There’s a movie showing now that offers, by example, an antidote to what ails this country. It stars Tom Hanks as Fred Rogers or “Mr. Rogers” as many of us would know him from his children’s show.

This dramatized story echoes an earlier documentary on the soft-spoken neighbor who always opened his show by slipping on a cardigan sweater and slippers. He was, astoundingly, the same man off-screen as on. The slow, gentle manner of speaking was not contrived for his show but a way to tread thoughtfully and gently as he engaged and encouraged people of all ages.

From his own childhood he carried scars that made him aware of trouble directed his way and anger and hurt in himself. His was the most human of reactions to that history…he didn’t want others to suffer as he did.

His message was that no one was perfect but everyone was important and could benefit by understanding themselves better, considering and appreciating others. He simplified his speech but not his insights and spoke honestly at all times respecting even his youngest visitors to think things over for themselves, find positive ways to deal with their feelings.

Such healing requires absolute trust and that responsibility shaped his integrity. Fred Rogers, Mr. Rogers, care, honesty, and dedication to others…all of one piece. Justifiably, he was hailed in a skeptically-inclined magazine article as a genuine American hero.

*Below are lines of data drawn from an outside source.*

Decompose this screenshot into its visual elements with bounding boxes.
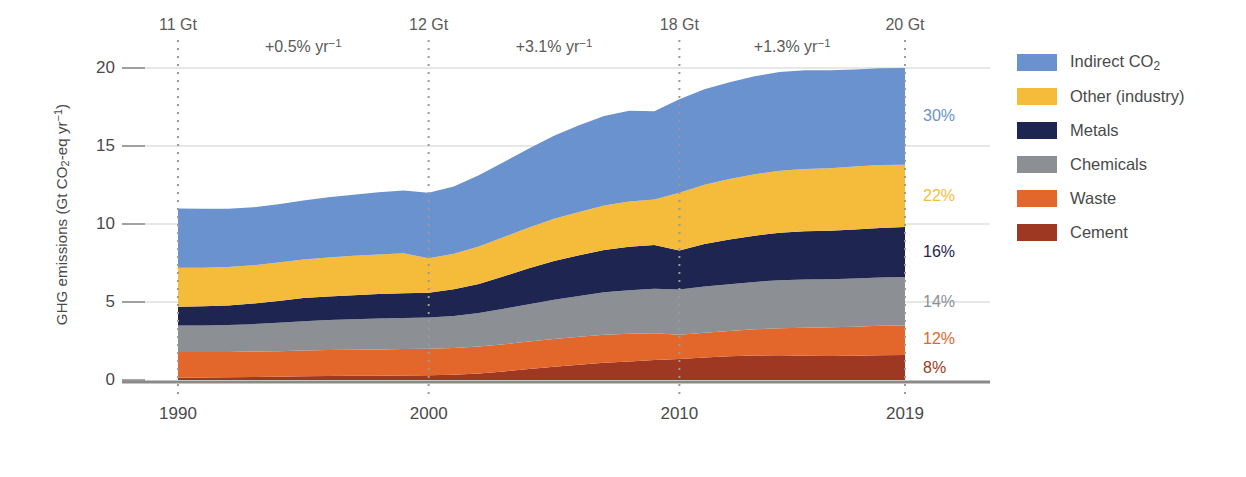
legend: Indirect CO2Other (industry)MetalsChemic… <box>1017 47 1246 251</box>
legend-swatch-icon <box>1017 224 1057 241</box>
total-annotation-2010: 18 Gt <box>660 16 699 34</box>
x-tick-label-2010: 2010 <box>660 404 698 424</box>
total-annotation-2019: 20 Gt <box>885 16 924 34</box>
growth-rate-annotation-0: +0.5% yr−1 <box>265 37 342 56</box>
legend-item-label: Chemicals <box>1070 155 1147 174</box>
total-annotation-2000: 12 Gt <box>409 16 448 34</box>
legend-swatch-icon <box>1017 54 1057 71</box>
legend-item-label: Cement <box>1070 223 1128 242</box>
legend-item-label: Waste <box>1070 189 1116 208</box>
legend-item-label: Metals <box>1070 121 1119 140</box>
legend-swatch-icon <box>1017 156 1057 173</box>
growth-rate-annotation-1: +3.1% yr−1 <box>516 37 593 56</box>
x-tick-label-2019: 2019 <box>886 404 924 424</box>
share-label-8pct: 8% <box>923 359 946 377</box>
total-annotation-1990: 11 Gt <box>159 16 197 34</box>
legend-swatch-icon <box>1017 190 1057 207</box>
legend-item-label: Other (industry) <box>1070 87 1185 106</box>
legend-item-chemicals[interactable]: Chemicals <box>1017 149 1246 180</box>
legend-item-label: Indirect CO2 <box>1070 52 1160 73</box>
share-label-14pct: 14% <box>923 293 955 311</box>
growth-rate-annotation-2: +1.3% yr−1 <box>754 37 831 56</box>
legend-item-waste[interactable]: Waste <box>1017 183 1246 214</box>
share-label-12pct: 12% <box>923 330 955 348</box>
x-tick-label-2000: 2000 <box>410 404 448 424</box>
legend-item-cement[interactable]: Cement <box>1017 217 1246 248</box>
x-tick-label-1990: 1990 <box>159 404 197 424</box>
share-label-30pct: 30% <box>923 107 955 125</box>
legend-swatch-icon <box>1017 88 1057 105</box>
share-label-16pct: 16% <box>923 243 955 261</box>
chart-figure: GHG emissions (Gt CO2-eq yr−1) 05101520 … <box>0 0 1246 477</box>
legend-item-indirect-co2[interactable]: Indirect CO2 <box>1017 47 1246 78</box>
legend-swatch-icon <box>1017 122 1057 139</box>
share-label-22pct: 22% <box>923 187 955 205</box>
legend-item-metals[interactable]: Metals <box>1017 115 1246 146</box>
legend-item-other-industry[interactable]: Other (industry) <box>1017 81 1246 112</box>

His life begs the question, “Why should that standard be beyond us on a personal level and for the people we select, as our best, to represent us in government?”

If troubled children primed to lash out and disillusioned adults awash in cynicism were his target audience how different from that are we as a nation? How does President Trump’s approach rate for healing our country?

No matter how hard we squint, I think we all know Donald Trump does not feel obligated to speak the truth. His approach is more aligned with expediency than integrity.

His empathy is also not as principled as “everyone is important.” He tends to favor “winners” (by any means), the well-heeled, autocrats, and mostly of course, himself (because he checks all those boxes).

Mr. Rogers’ guiding star was people at peace with themselves and one another.

And here is Donald Trump’s gravest failing and abuse of power. Harmony does not recruit him an ego-feeding army of loyal followers. To achieve that he has goaded people — good decent people primarily, already hurting economically or socially — and told them to resent liberals who are characterized as looking down their noses at them.

He repeatedly brands his scapegoats as “elites” and thereby drives home a potent wedge of wounded self-respect into our nation. It has worked. We are well and truly split. Issues are no longer thought through, they are simply assigned the labels of “ours” or “theirs” and the battlelines are drawn.

Getting a voting bloc to look the other way with wrongdoing or forget their principles is easy peasy when people will die to maintain their sense of worth.

Anorexics will starve themselves to death for it. It is the cruelest and most invisible type of manipulation. It’s use defines how Donald Trump stands in relation to Fred Rogers. Can you say, “Anti-hero?"